The BIGGEST Myths about receiving Therapy for Mental Health
If maintaining your mental health in 2022 has felt more difficult than it did three to six years ago, you’re not alone, especially if you live in NYC. Global conflict, rent still being too damn high, exploitative employers, return to office mandates and rules that seem to change every five minutes, undoubtedly have most New Yorkers and their families overwhelmed, wondering how to manage it all. That’s where therapy comes in.
I want to share some of the misinformation that fosters stigma and preventing people from getting the health care they deserve. Here are some of the worst offenders IMHO:
1. Therapy is for when you’re REALLY struggling
Therapy is for when you’re ready to heal yourself, address internal and external issues, connect more authentically with a community, learn to be more yourself, figure out what strategies work for your unique brain, spirit, body, mind and soul, and find inner harmony and feelings of ease. Supportive therapy that is strengths-based focuses on prior success, goal achievement, emotion management and confidence growth while assessing for room for improvement in relationships, career, consciousness, spirituality, sexuality or purpose. As humans, we’re not the best at telling how we’re actually doing, especially if we’ve been living trough tough situations most of our lives. There could be things you’re hating yourself for that are actually symptoms of a treatable medical condition when in the care of the right clinician.
2. Coaching is the same as therapy
While I offer both coaching and therapy services, they are very different things. Coaching is assessing, strategizing, motivating, and problem-solving towards a specific goal. Therapy is assessing what in your life’s experience is creating stagnation and unnecessary fear, reorganizing things in a way Marie Kondo would be proud of, integrating the complex and sometimes painful aspects, so you can move forward and grow. Therapy includes coaching but coaching legally cannot include therapy because it is not a legally recognized profession. Due to current licensing regulations, I am only able to provide psychotherapy services (such as EMDR or DBT) for residents of NY state. Holistic Mental Health Resilience Coaching is available at the same rate for individuals living outside of NY and internationally. My timezone-converting digital scheduler is the first step in working together.
3. Commercial E-Counseling platforms are ethical resources
It seems to be the culture of startup tech companies to engage in very little planning, especially when it comes to data security, professional ethics, and other things not directly related to profits. I’ve seen this disregard in-person when managers lose sight of what the work actually is. Psych Tech is so heavily prioritizing their bottom line, they are failing to disclose the actors paid to give testimonials – because it's against the law in most states for therapists to request reviews. They also fail to disclose what subscriber information will be used for (marketing, artificial intelligence to build “better” mental health bots, and who knows what else). Cory Booker and Elizabeth Warren have taken companies to court over their misuse and mishandling of PHI. Such companies have become so popular, it’s hard to listen to a podcast or watch a YouTube video without being inundated with ads for discount “therapy” platforms. They’re likely the first link on Google if you search “therapy near me”. They’ve made huge profits on the backs of exploited clinicians feeling increased professional responsibility during the biggest mental health crisis maybe ever. I wouldn’t be as concerned about these companies if they were actually addressing the mental health needs of their clients. Instead, take a look at some of the reviews for sites like Betterhelp, Talkspace, etc… People are being harmed. Having tested one of these sites for a period of time, I saw firsthand the hoops clinicians were asked to jump through to deliver sub-par care via video, phone or text session. One of the most dangerous in my opinion, was that clients were able to remain anonymous which sounds beneficial at first, but much less so when you consider my responsibility to be able to send help to your location if you or someone else is in significant danger.

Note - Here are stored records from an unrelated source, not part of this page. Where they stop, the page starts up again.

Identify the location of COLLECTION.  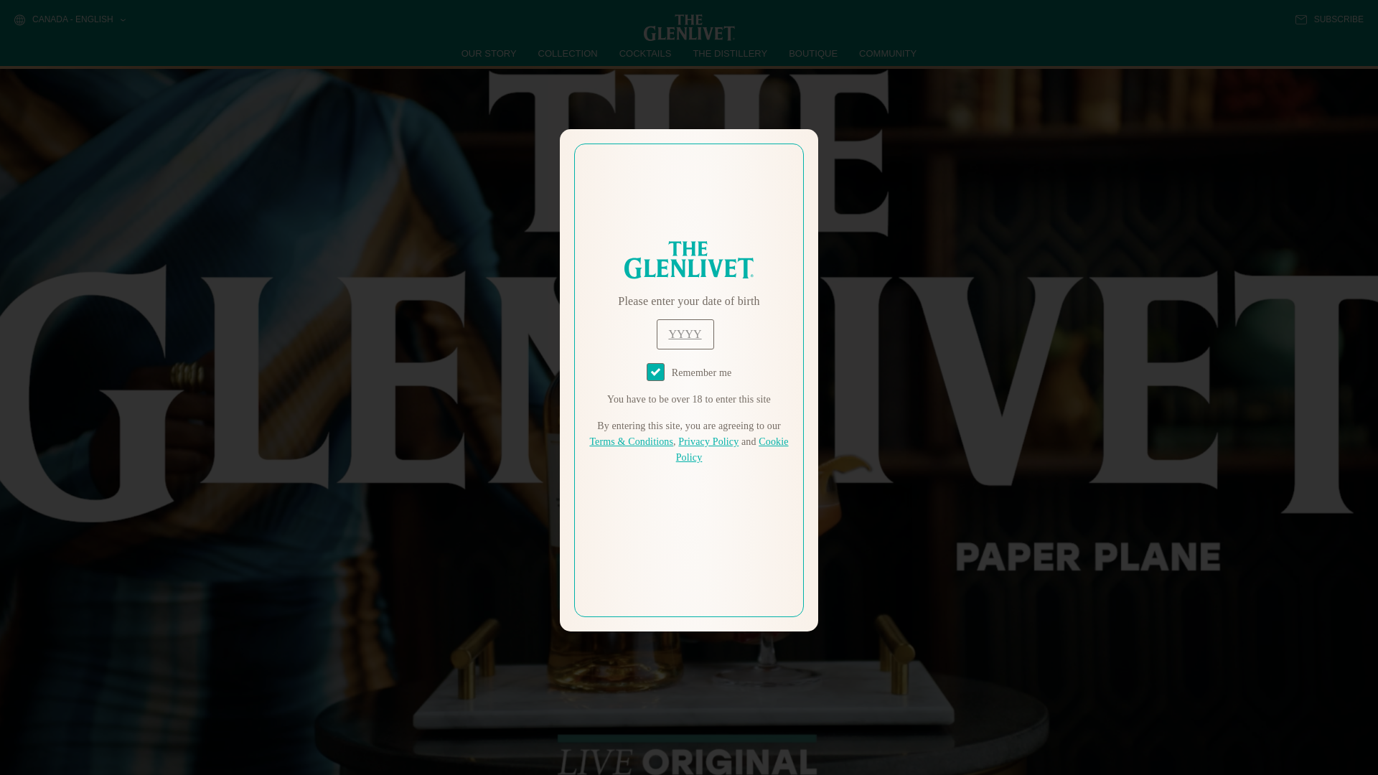
(568, 53).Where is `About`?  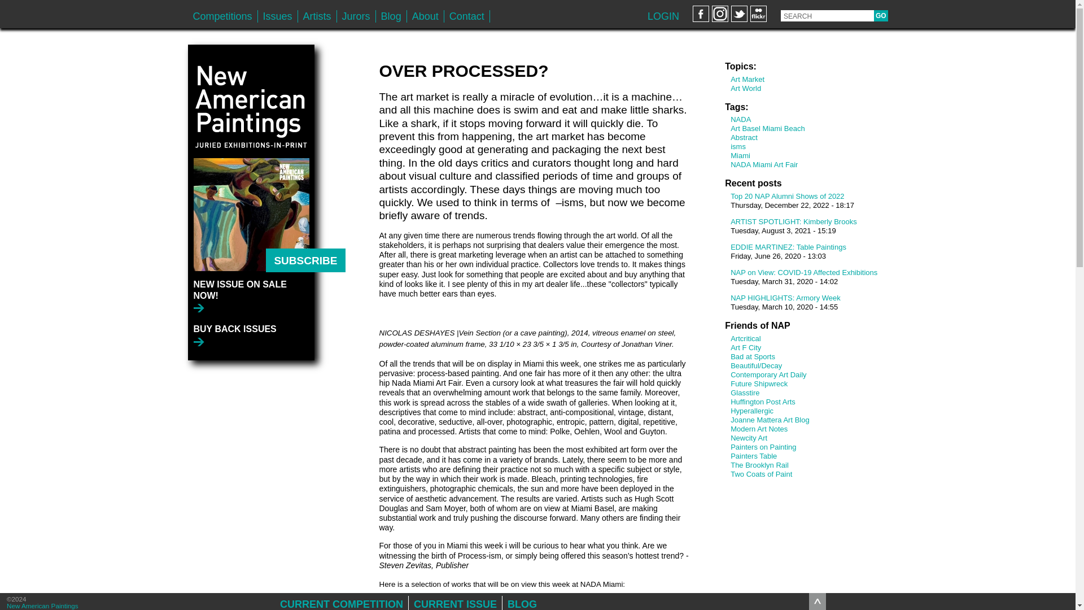 About is located at coordinates (425, 16).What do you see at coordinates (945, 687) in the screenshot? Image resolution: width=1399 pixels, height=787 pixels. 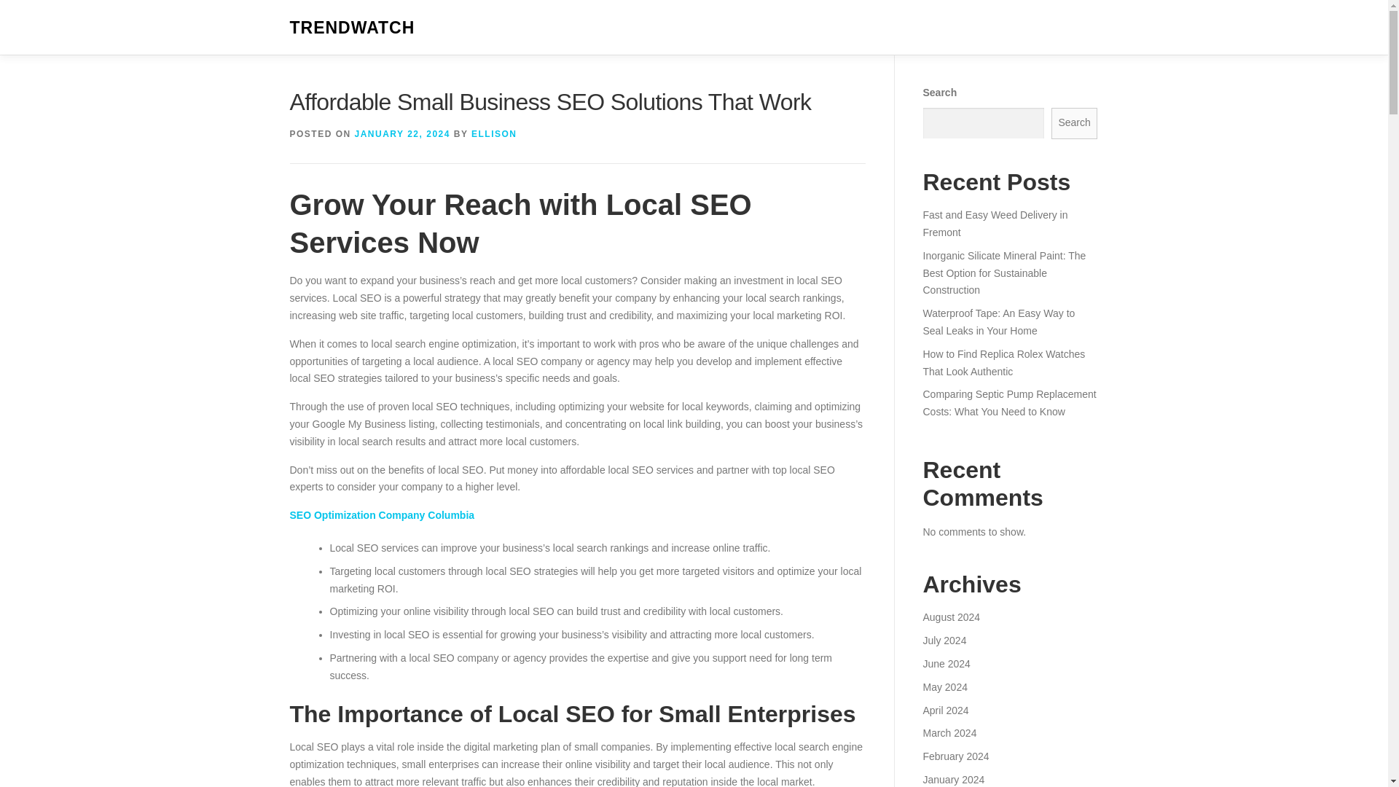 I see `May 2024` at bounding box center [945, 687].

4. Online therapy isn’t as effective as in-person
In addition to the recently conducted meta-analyses here, here, here, and here, my own and colleague reports prove this is complete BS! While yes, dog farts do sometimes interfere with the audio of a video session, both they and phone sessions have assisted my clients in achieving their goals. Online therapy has been just as effective as in-person therapy for awesome clinical outcomes such as: becoming confident parents of newborns, healing of intergenerational trauma, safely leaving cult-like communities, quieting existential dread during unpredictable times, successful career changes, unlearning biased information and propaganda, as well as recovery from anxiety, depression, C-PTSD, ADHD, single-episode trauma, narcissistic family units, and more! Largely without medication too, though we do not engage in pill shaming and feel gratitude for medications that give people their quality of life back.
5. We’re all going through it, so this must be normal
Anxiety is a medical condition. It’s also a very common human emotion. Ask any of my clients who have had their lives robbed of joy and security since childhood grappling with crippling social anxiety, OCD, panic attacks, depressive episodes, psychosomatic or autoimmune conditions — it's real, and it sucks. You can heal by experiencing vulnerability, unlocking your subconscious, shedding false states of reality, feeling seen, exploring the depths of your spiritual connection with the world — in therapy, from wherever, digitally.